The Hypocrisy of reconciling Sanders electability and Republican electability (user search)
       |           

Welcome, Guest. Please login or register.
Did you miss your activation email?
May 30, 2024, 06:01:53 PM
News: Election Simulator 2.0 Released. Senate/Gubernatorial maps, proportional electoral votes, and more - Read more

  Talk Elections
  Election Archive
  Election Archive
  2016 U.S. Presidential Election
  The Hypocrisy of reconciling Sanders electability and Republican electability (search mode)
Pages: [1]
Author Topic: The Hypocrisy of reconciling Sanders electability and Republican electability  (Read 620 times)
uti2
Jr. Member
***
Posts: 1,495


« on: January 02, 2017, 02:09:24 PM »

Why is it accepted that Sanders would automatically lose to a republican, when the polling showed him to be beating all the republicans, including the strongest candidate, Kasich?

Either accept that Sanders would've won, or accept the logical conclusion that people didn't know much about those candidates to begin with. A perfect example of this is Cruz, Cruz was polling as slightly better than Hillary in Feb, and then collapsed in Apr with more media attention. This would've happened to any candidate.

Originally, the only well-known candidates were Bush, Hillary and Trump, that's it, and later on Cruz.

If you want to talk about the downballot, don't forget that Hillary's republican courtship strategy was specifically warned against the DNC which claimed it was hurting their candidates, and she did it anyway, because she thought it would give her an edge, in a normal campaign that wouldn't happen, there would've been different factors, like the russians not even leaking those documents in the first place, for instance.
Logged
uti2
Jr. Member
***
Posts: 1,495


« Reply #1 on: January 02, 2017, 03:00:35 PM »

In the end, I really do think the socialist label would have doomed him.

Hillary's Republican courtship strategy was a good idea in theory, but it failed because everyone realized she had no common ground with them aside from some areas of foreign policy. The fact of the matter is that Hillary is not a moderate, she is a partisan and proud of it. It didn't matter that she regularly invoked God on the trail or that she promised to have an "open-door" policy toward republicans talking to her when she was in office. Everyone knew that she was a partisan. From speaking in favor of partial birth abortion to having Obama come right out and demonize people who were planning to vote Hillary/Republican Senator, she made it very clear.
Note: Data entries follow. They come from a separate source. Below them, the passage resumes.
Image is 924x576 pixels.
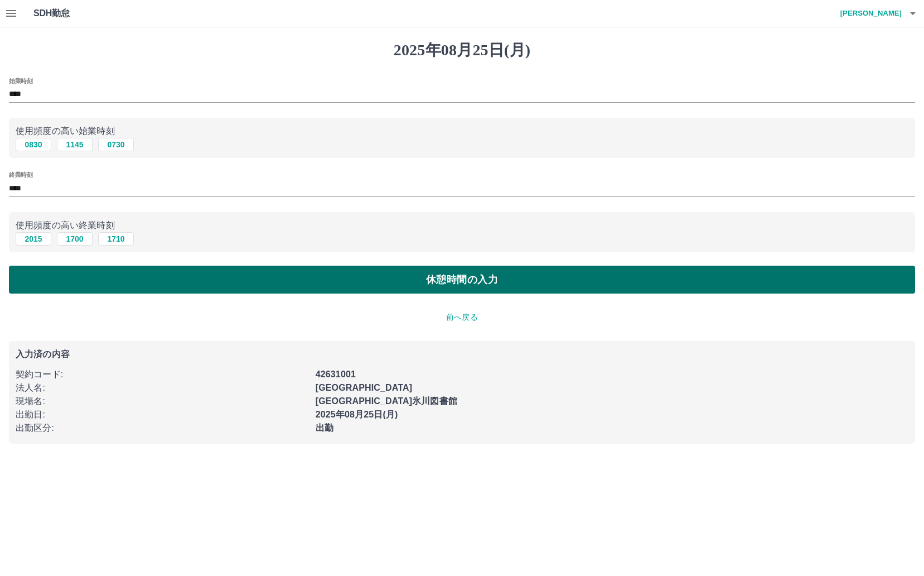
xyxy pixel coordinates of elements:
[15,232,52,246] button: 2015
[316,370,356,379] b: 42631001
[15,125,909,138] p: 使用頻度の高い始業時刻
[15,408,309,421] p: 出勤日 :
[15,138,52,151] button: 0830
[316,410,398,419] b: 2025年08月25日(月)
[15,421,309,434] p: 出勤区分 :
[15,350,909,359] p: 入力済の内容
[9,41,916,60] h1: 2025年08月25日(月)
[15,367,309,381] p: 契約コード :
[15,219,909,232] p: 使用頻度の高い終業時刻
[98,138,134,151] button: 0730
[316,396,457,406] b: [GEOGRAPHIC_DATA]氷川図書館
[15,381,309,394] p: 法人名 :
[15,394,309,408] p: 現場名 :
[9,171,32,179] label: 終業時刻
[9,266,916,293] button: 休憩時間の入力
[316,423,333,432] b: 出勤
[98,232,134,246] button: 1710
[57,232,92,246] button: 1700
[57,138,92,151] button: 1145
[316,383,413,392] b: [GEOGRAPHIC_DATA]
[9,76,32,85] label: 始業時刻
[9,311,916,323] p: 前へ戻る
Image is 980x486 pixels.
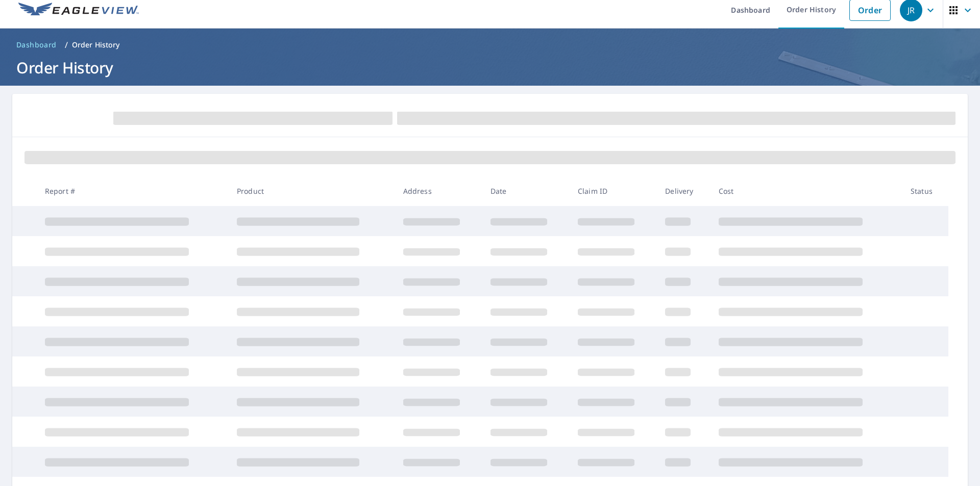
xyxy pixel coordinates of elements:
[12,57,968,78] h1: Order History
[72,40,120,50] p: Order History
[16,40,57,50] span: Dashboard
[902,176,948,206] th: Status
[12,36,61,53] a: Dashboard
[36,176,229,206] th: Report #
[711,176,902,206] th: Cost
[229,176,395,206] th: Product
[570,176,657,206] th: Claim ID
[19,2,139,18] img: EV Logo
[657,176,710,206] th: Delivery
[482,176,570,206] th: Date
[65,39,68,51] li: /
[395,176,482,206] th: Address
[12,36,968,53] nav: breadcrumb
If you want to court the other party, you need to give them a reason why. And "I'm not Trump and I might do what you want on foreign policy sometimes. Maybe. AND RINO BLOOMBERG SUPPORTS ME!!!!!!" is not an actual reason.

The way 'Socialist Obama's' middle name being Hussein and his connections to Reverend Wright, etc. doomed him? Most Republicans believe Obama is a muslim, you think a muslim is electable but a socialist (let's be a honest, a social democrat) is not? If there was anything Bernie was known for during the primary season it was him calling himself a socialist.

Going by your logic, no dem would be able to court republicans in the first place. This speaks to political polarization and hence the favorables for the most well-known candidates like Jeb, Hillary, Trump and (Cruz at the end) being what they were, leading to my second point. When people learn more about the actual positions of those candidates they go down due to polarization.
Logged
Pages: [1]  
Jump to:  


Login with username, password and session length

Terms of Service - DMCA Agent and Policy - Privacy Policy and Cookies

Powered by SMF 1.1.21 | SMF © 2015, Simple Machines

Page created in 0.028 seconds with 13 queries.